In the twinkling of an eye, the person you live for can be stripped away by a driver's momentary distraction, an act of casual violence or the honest mistake of a good doctor.

The fear has fallen away as the children grow into a young man and young woman- I would miss them and they would miss me, but they have a good start and will grow into fine adults with or without me.

While I was gone, Kami had a medical problem. We don't know exactly what- trouble breathing, panic, pain, sweating. She waited until after the seminar was over to give me the message- the kind of silent courage and thoughtfulness that leaves me in awe. She was well taken care of by good friends. She will take more tests...

She has been the biggest part of my life for nearly two decades. The world makes sense because she is in it. Kami has allowed me to deal with the darkness with a sense of purpose, been the safe harbor after each and every storm.

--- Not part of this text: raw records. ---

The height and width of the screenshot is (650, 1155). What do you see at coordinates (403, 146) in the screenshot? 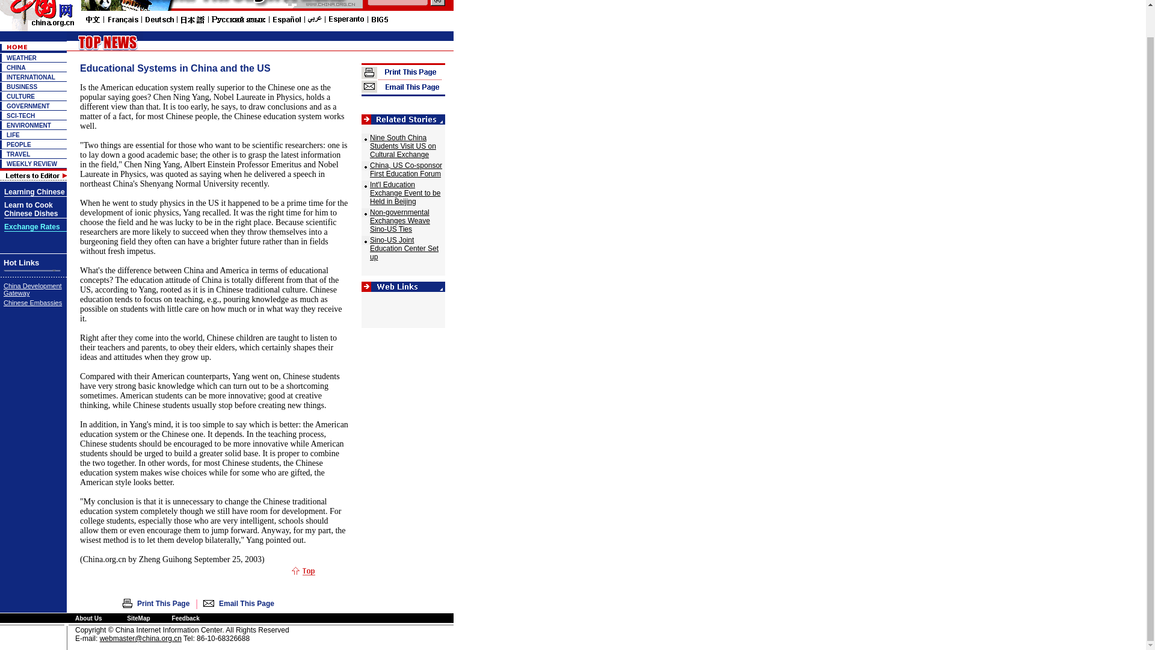
I see `Nine South China Students Visit US on Cultural Exchange` at bounding box center [403, 146].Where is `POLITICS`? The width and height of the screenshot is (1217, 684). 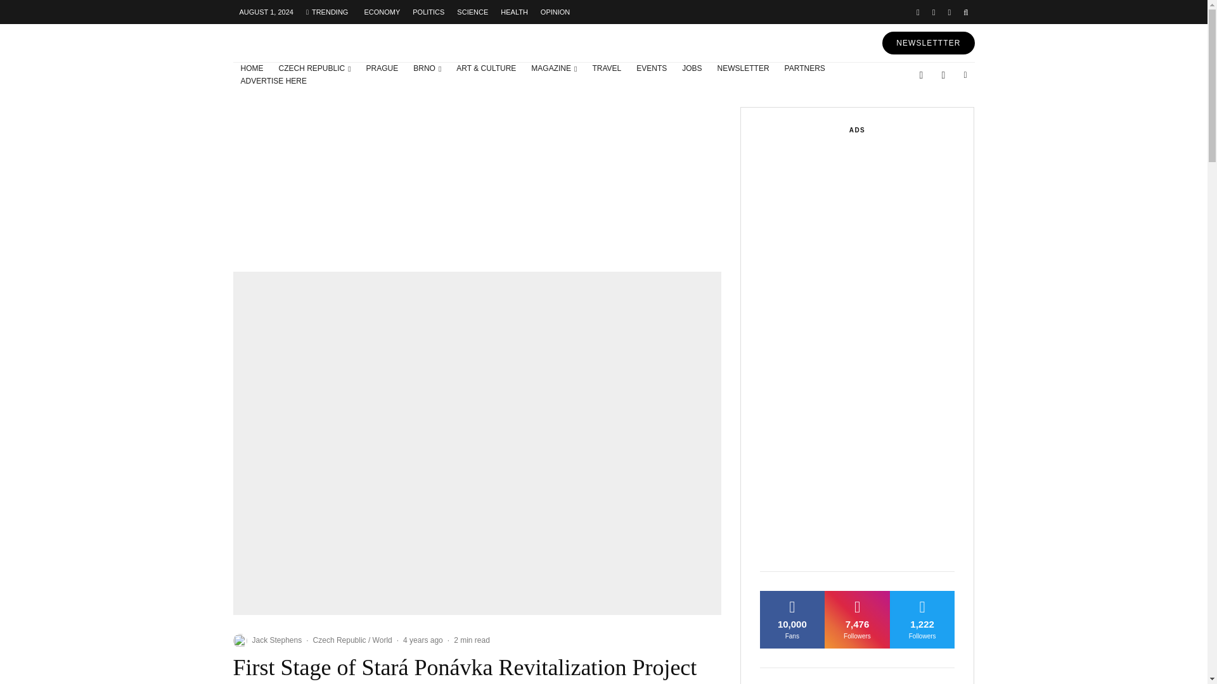
POLITICS is located at coordinates (428, 11).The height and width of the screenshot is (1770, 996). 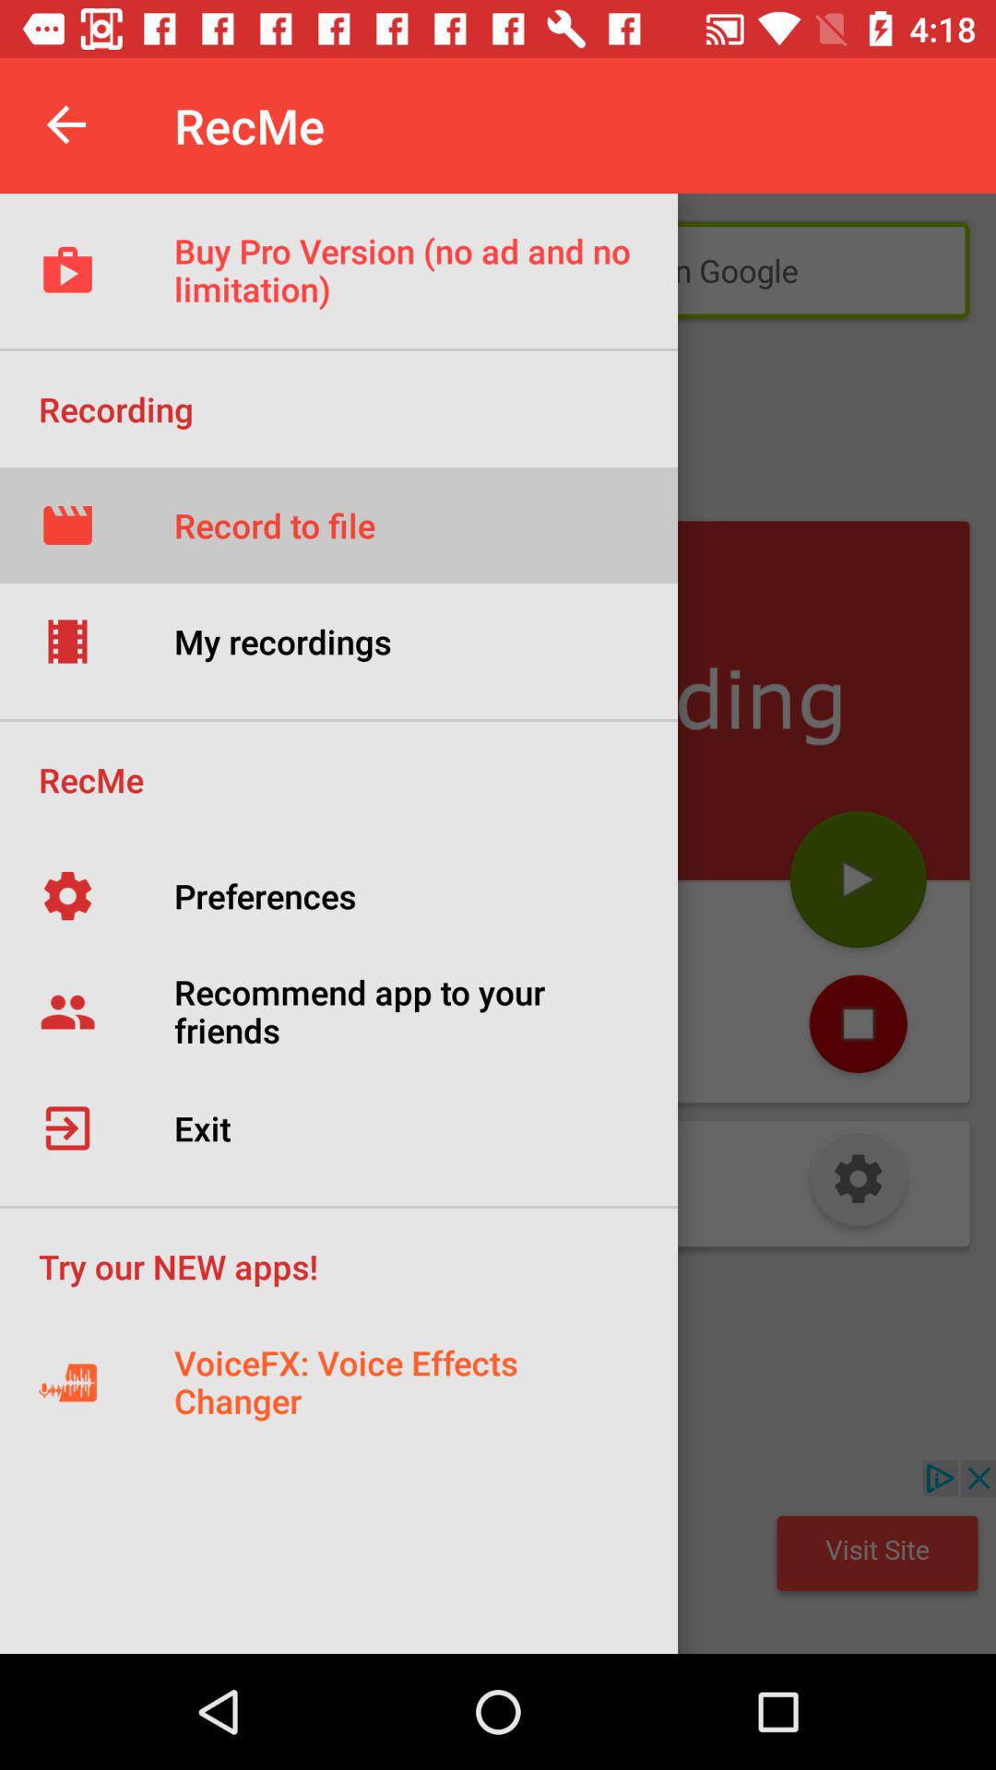 What do you see at coordinates (858, 1184) in the screenshot?
I see `settings` at bounding box center [858, 1184].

With the news that she was in the hospital my brain began rattling off probabilities, scenarios and contingencies: the thing I've trained it to do so well. But despite any skill and visualization I can never truly grasp what a loss of that magnitude would be like.

My mother had six children. Three of us survived to be adults. She has buried three children and a husband. She keeps going.

There is so much luck in the world and so few precious people.